No news generates the kind of buzz that a cricketing piece of news does in India. At times, even a tiny snippet does it. Virat Kohli getting married is celebrated the same way as either of his strokeful cameos. On other counts, there’s something or the other related to the culture of movies, deeply ingrained in the DNA of Indian mindset that makes noise. We celebrate victories and triumphs and have a shared feeling of glee when either of these depict personal triumphs.
But what about suffering? Can personal suffering or counts of individual torment ever manage to wake us from a self-imposed state of slumber? It’s shocking that to this day, there hasn’t been a single editorial piece any leading publication has carried out about the brazen abuse of human rights that one man- Mohammad Aamir Khan- had to bear. In an age where often being a muslim and that too, being held in captivity is enough to warrant a documentary movie idea, it baffles the newspaper reading Indian that not a single legal eagle or virtuous keeper of human rights has vented angst against the harassment that a certain Mohammad Aamir Khan had to bear. That too on account of a great miscarriage of justice.
In case some of you are wondering if he, Mohammad Aamir Khan was a ‘has-been’ then it is incorrect. At 32, he is a hail and hearty youth who is once again beginning to focus on personal and professional life matters that 14 years of captivity stole from him. What is also wrong, is to misconceive that he had been related to any terror plot, perhaps a brazen erroneous notion that might have led to his arrest by the Delhi Police for 14 long years. But we don’t yet know for sure. And we may never will in the times to come.
So why was Mohammad Aamir Khan picked up when he was just an 18-year-old perhaps perturbed by the same everyday issues that bother a youth; what next to pursue in academic interests, which discotheques to frequent with friends, how to balance academic and sporting interests!
Instead, it took an onerous battle by the revered National Human Rights Commission to up the ante in the release of this Delhi-based man who, without any base or evidence of alleged involvement in any crime whatsoever was held captive for 14 long years by Delhi Police. But you feel extending regard for publications like The Hindu who bothered to publish a quarter of a page long article in relation to Mohammad Aamir Khan’s captivity.
In an interesting turn of events, there were as many as 18 terror plots from which the captive was acquitted, one after another, after being grabbed by the police in 1997. Note, there’s always a moral and conscientious distinction between ‘nabbed’ for a crime committed and ‘grabbed’ for alleged involvement in some. To this day, there’s not a single evidence sufficiently or minutely indicting the man in any illicit involvement with a crime.

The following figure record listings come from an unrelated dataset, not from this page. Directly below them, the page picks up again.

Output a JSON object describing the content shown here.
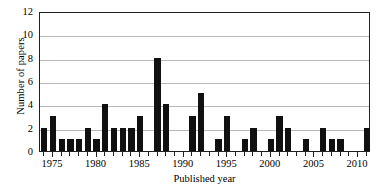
{
  "chart_data": {
    "type": "bar",
    "title": "",
    "xlabel": "Published year",
    "ylabel": "Number of papers",
    "xlim": [
      1973.5,
      2011.5
    ],
    "ylim": [
      0,
      12
    ],
    "ytick_values": [
      0,
      2,
      4,
      6,
      8,
      10,
      12
    ],
    "ytick_labels": [
      "0",
      "2",
      "4",
      "6",
      "8",
      "10",
      "12"
    ],
    "xtick_values": [
      1975,
      1980,
      1985,
      1990,
      1995,
      2000,
      2005,
      2010
    ],
    "xtick_labels": [
      "1975",
      "1980",
      "1985",
      "1990",
      "1995",
      "2000",
      "2005",
      "2010"
    ],
    "grid": "horizontal",
    "legend": "none",
    "bar_color": "#101010",
    "grid_color": "#b9b9b9",
    "axis_color": "#231f20",
    "categories": [
      1974,
      1975,
      1976,
      1977,
      1978,
      1979,
      1980,
      1981,
      1982,
      1983,
      1984,
      1985,
      1986,
      1987,
      1988,
      1989,
      1990,
      1991,
      1992,
      1993,
      1994,
      1995,
      1996,
      1997,
      1998,
      1999,
      2000,
      2001,
      2002,
      2003,
      2004,
      2005,
      2006,
      2007,
      2008,
      2009,
      2010,
      2011
    ],
    "values": [
      2,
      3,
      1,
      1,
      1,
      2,
      1,
      4,
      2,
      2,
      2,
      3,
      0,
      8,
      4,
      0,
      0,
      3,
      5,
      0,
      1,
      3,
      0,
      1,
      2,
      0,
      1,
      3,
      2,
      0,
      1,
      0,
      2,
      1,
      1,
      0,
      0,
      2
    ],
    "series": [
      {
        "name": "Number of papers",
        "values": [
          2,
          3,
          1,
          1,
          1,
          2,
          1,
          4,
          2,
          2,
          2,
          3,
          0,
          8,
          4,
          0,
          0,
          3,
          5,
          0,
          1,
          3,
          0,
          1,
          2,
          0,
          1,
          3,
          2,
          0,
          1,
          0,
          2,
          1,
          1,
          0,
          0,
          2
        ]
      }
    ]
  }
}
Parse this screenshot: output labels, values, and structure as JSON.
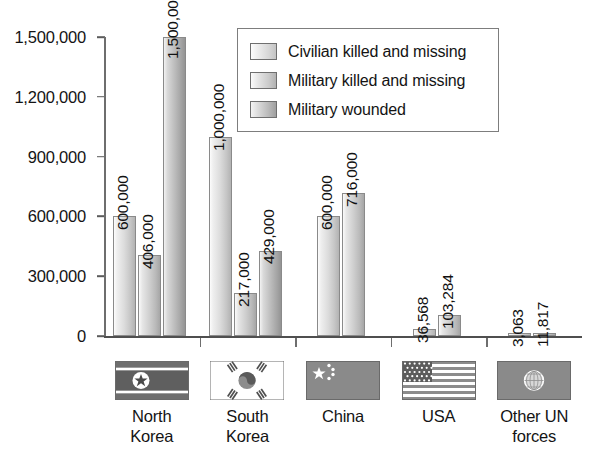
{
  "chart_data": {
    "type": "bar",
    "title": "",
    "xlabel": "",
    "ylabel": "",
    "ylim": [
      0,
      1500000
    ],
    "grid": false,
    "legend_position": "top-center",
    "y_ticks": [
      "0",
      "300,000",
      "600,000",
      "900,000",
      "1,200,000",
      "1,500,000"
    ],
    "y_tick_values": [
      0,
      300000,
      600000,
      900000,
      1200000,
      1500000
    ],
    "categories": [
      "North Korea",
      "South Korea",
      "China",
      "USA",
      "Other UN forces"
    ],
    "series": [
      {
        "name": "Civilian killed and missing",
        "values": [
          600000,
          1000000,
          600000,
          36568,
          3063
        ],
        "labels": [
          "600,000",
          "1,000,000",
          "600,000",
          "36,568",
          "3,063"
        ]
      },
      {
        "name": "Military killed and missing",
        "values": [
          406000,
          217000,
          716000,
          103284,
          11817
        ],
        "labels": [
          "406,000",
          "217,000",
          "716,000",
          "103,284",
          "11,817"
        ]
      },
      {
        "name": "Military wounded",
        "values": [
          1500000,
          429000,
          null,
          null,
          null
        ],
        "labels": [
          "1,500,000",
          "429,000",
          "",
          "",
          ""
        ]
      }
    ]
  },
  "legend": {
    "items": [
      {
        "label": "Civilian killed and missing",
        "swatch": "legend-swatch-1"
      },
      {
        "label": "Military killed and missing",
        "swatch": "legend-swatch-2"
      },
      {
        "label": "Military wounded",
        "swatch": "legend-swatch-3"
      }
    ]
  },
  "categories": [
    {
      "line1": "North",
      "line2": "Korea",
      "flag": "north-korea-flag"
    },
    {
      "line1": "South",
      "line2": "Korea",
      "flag": "south-korea-flag"
    },
    {
      "line1": "China",
      "line2": "",
      "flag": "china-flag"
    },
    {
      "line1": "USA",
      "line2": "",
      "flag": "usa-flag"
    },
    {
      "line1": "Other UN",
      "line2": "forces",
      "flag": "united-nations-flag"
    }
  ],
  "colors": {
    "background": "#ffffff",
    "axis": "#4f4f4f",
    "text": "#141414",
    "bar_light": "#e2e2e2",
    "bar_mid": "#cccccc",
    "bar_dark": "#b0b0b0",
    "flag_dark": "#6b6b6b",
    "flag_mid": "#9a9a9a"
  }
}
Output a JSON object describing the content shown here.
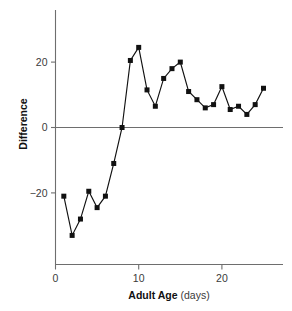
{
  "chart_data": {
    "type": "line",
    "title": "",
    "subtitle": "",
    "xlabel": "Adult Age",
    "xlabel_units": "(days)",
    "ylabel": "Difference",
    "xlim": [
      0,
      26.5
    ],
    "ylim": [
      -36,
      30
    ],
    "xticks": [
      0,
      10,
      20
    ],
    "xticklabels": [
      "0",
      "10",
      "20"
    ],
    "yticks": [
      -20,
      0,
      20
    ],
    "yticklabels": [
      "−20",
      "0",
      "20"
    ],
    "grid": false,
    "legend": "none",
    "zero_reference_line": true,
    "marker": "square",
    "marker_color": "#111111",
    "line_color": "#111111",
    "axis_color": "#6e6e6e",
    "x": [
      1,
      2,
      3,
      4,
      5,
      6,
      7,
      8,
      9,
      10,
      11,
      12,
      13,
      14,
      15,
      16,
      17,
      18,
      19,
      20,
      21,
      22,
      23,
      24,
      25
    ],
    "y": [
      -21,
      -33,
      -28,
      -19.5,
      -24.5,
      -21,
      -11,
      0,
      20.5,
      24.5,
      11.5,
      6.5,
      15,
      18,
      20,
      11,
      8.5,
      6,
      7,
      12.5,
      5.5,
      6.5,
      4,
      7,
      12
    ],
    "series": [
      {
        "name": "Difference",
        "values": [
          -21,
          -33,
          -28,
          -19.5,
          -24.5,
          -21,
          -11,
          0,
          20.5,
          24.5,
          11.5,
          6.5,
          15,
          18,
          20,
          11,
          8.5,
          6,
          7,
          12.5,
          5.5,
          6.5,
          4,
          7,
          12
        ]
      }
    ]
  },
  "figure": {
    "background": "#ffffff"
  }
}
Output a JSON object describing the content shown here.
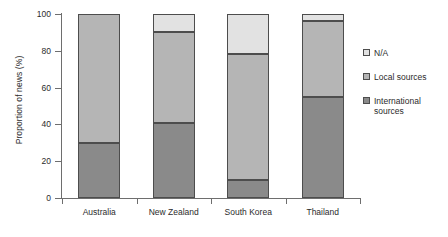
{
  "chart_data": {
    "type": "bar",
    "stacked": true,
    "title": "",
    "xlabel": "",
    "ylabel": "Proportion of news (%)",
    "ylim": [
      0,
      100
    ],
    "yticks": [
      0,
      20,
      40,
      60,
      80,
      100
    ],
    "grid": false,
    "legend_position": "right",
    "categories": [
      "Australia",
      "New Zealand",
      "South Korea",
      "Thailand"
    ],
    "series": [
      {
        "name": "International sources",
        "color": "#8a8a8a",
        "values": [
          30,
          41,
          10,
          55
        ]
      },
      {
        "name": "Local sources",
        "color": "#b5b5b5",
        "values": [
          70,
          49,
          68,
          41
        ]
      },
      {
        "name": "N/A",
        "color": "#e2e2e2",
        "values": [
          0,
          10,
          22,
          4
        ]
      }
    ]
  },
  "axis": {
    "y_title": "Proportion of news (%)",
    "y_tick_labels": [
      "100",
      "80",
      "60",
      "40",
      "20",
      "0"
    ],
    "x_tick_labels": [
      "Australia",
      "New Zealand",
      "South Korea",
      "Thailand"
    ]
  },
  "legend": {
    "items": [
      {
        "label": "N/A",
        "swatch": "#e2e2e2"
      },
      {
        "label": "Local sources",
        "swatch": "#b5b5b5"
      },
      {
        "label": "International sources",
        "swatch": "#8a8a8a"
      }
    ]
  }
}
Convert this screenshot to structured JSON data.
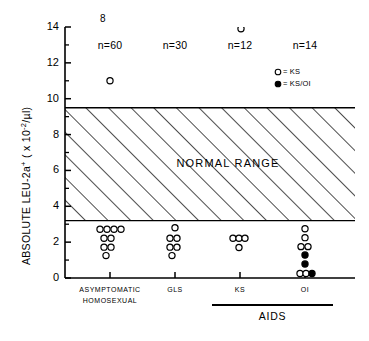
{
  "chart_data": {
    "type": "scatter",
    "title": "",
    "ylabel": "ABSOLUTE LEU-2a",
    "ylabel_sup": "+",
    "ylabel_units": "( x 10",
    "ylabel_units_sup": "-2",
    "ylabel_units_tail": "/µl)",
    "xlabel": "",
    "ylim": [
      0,
      14
    ],
    "ytick_labels": [
      "0",
      "2",
      "4",
      "6",
      "8",
      "10",
      "12",
      "14"
    ],
    "ytick_values": [
      0,
      2,
      4,
      6,
      8,
      10,
      12,
      14
    ],
    "yminor_values": [
      1,
      3,
      5,
      7,
      9,
      11,
      13
    ],
    "grid": false,
    "normal_range": {
      "label": "NORMAL RANGE",
      "low": 3.2,
      "high": 9.5
    },
    "stray_mark": "8",
    "legend": {
      "position": "upper-right",
      "entries": [
        {
          "marker": "open-circle",
          "text": "= KS"
        },
        {
          "marker": "filled-circle",
          "text": "= KS/OI"
        }
      ]
    },
    "group_bracket": {
      "label": "AIDS",
      "spans": [
        "KS",
        "OI"
      ]
    },
    "categories": [
      {
        "id": "asymptomatic-homosexual",
        "label_line1": "ASYMPTOMATIC",
        "label_line2": "HOMOSEXUAL",
        "n_label": "n=60",
        "x": 110,
        "points": [
          {
            "y": 11.0,
            "dx": 0,
            "type": "open"
          },
          {
            "y": 2.72,
            "dx": -10,
            "type": "open"
          },
          {
            "y": 2.72,
            "dx": -3,
            "type": "open"
          },
          {
            "y": 2.72,
            "dx": 4,
            "type": "open"
          },
          {
            "y": 2.72,
            "dx": 11,
            "type": "open"
          },
          {
            "y": 2.22,
            "dx": -6,
            "type": "open"
          },
          {
            "y": 2.22,
            "dx": 1,
            "type": "open"
          },
          {
            "y": 1.72,
            "dx": -6,
            "type": "open"
          },
          {
            "y": 1.72,
            "dx": 1,
            "type": "open"
          },
          {
            "y": 1.25,
            "dx": -4,
            "type": "open"
          }
        ]
      },
      {
        "id": "gls",
        "label_line1": "GLS",
        "label_line2": "",
        "n_label": "n=30",
        "x": 175,
        "points": [
          {
            "y": 2.8,
            "dx": 0,
            "type": "open"
          },
          {
            "y": 2.22,
            "dx": -5,
            "type": "open"
          },
          {
            "y": 2.22,
            "dx": 2,
            "type": "open"
          },
          {
            "y": 1.72,
            "dx": -5,
            "type": "open"
          },
          {
            "y": 1.72,
            "dx": 2,
            "type": "open"
          },
          {
            "y": 1.25,
            "dx": -3,
            "type": "open"
          }
        ]
      },
      {
        "id": "ks",
        "label_line1": "KS",
        "label_line2": "",
        "n_label": "n=12",
        "x": 240,
        "points": [
          {
            "y": 13.9,
            "dx": 1,
            "type": "open"
          },
          {
            "y": 2.22,
            "dx": -7,
            "type": "open"
          },
          {
            "y": 2.22,
            "dx": -1,
            "type": "open"
          },
          {
            "y": 2.22,
            "dx": 5,
            "type": "open"
          },
          {
            "y": 1.7,
            "dx": -1,
            "type": "open"
          }
        ]
      },
      {
        "id": "oi",
        "label_line1": "OI",
        "label_line2": "",
        "n_label": "n=14",
        "x": 305,
        "points": [
          {
            "y": 2.75,
            "dx": 0,
            "type": "open"
          },
          {
            "y": 2.25,
            "dx": 0,
            "type": "open"
          },
          {
            "y": 1.75,
            "dx": -4,
            "type": "open"
          },
          {
            "y": 1.75,
            "dx": 3,
            "type": "open"
          },
          {
            "y": 1.28,
            "dx": 0,
            "type": "filled"
          },
          {
            "y": 0.78,
            "dx": 0,
            "type": "filled"
          },
          {
            "y": 0.25,
            "dx": -5,
            "type": "open"
          },
          {
            "y": 0.25,
            "dx": 1,
            "type": "open"
          },
          {
            "y": 0.25,
            "dx": 7,
            "type": "filled"
          }
        ]
      }
    ]
  }
}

Then, to have been kept away from a free, civil life for 14-long years indicates a miserable travesty of justice. What perturbs one is the count of suffering that Mohammad Aamir Khan has confessed to; “I was made to sign blank papers and tortured and then subsequently 18 terror cases in January 2012.”
You feel short on words when the formerly incarcerated is released with a compensation of 5 lakh Indian rupees or roughly 7,700 US dollars. How far can this trivial sum of money go to placate a period of onerous suffering that went on for nearly a decade and a half. Can this sum of money give back the vital years of Khan’s youth? Are we to blame him for the religion that he is a part of? But on one hand, the 5 lakhs, apparently, useful for Khan to facilitate the education of his young daughter may only appear a blunt joke, on the other, it is shocking to note that he may never have received it in the first place had the National Human Rights Commission picked up the case in suo motu.
Thus far, the Delhi Police have declined to comment on the matter of compensation, seemingly staying at distance from a matter that is yet to become a media spectacle. Khan, who has been ‘thankful’ to not just the judicial system but also the Delhi Police and NHRC for the eventual outcome in his case, never mind the loss of a significant portion of his youth- which saw the demise of both parents- maintains that there are others like him who have been picked up and castrated from normal, routines lives without significant explanation.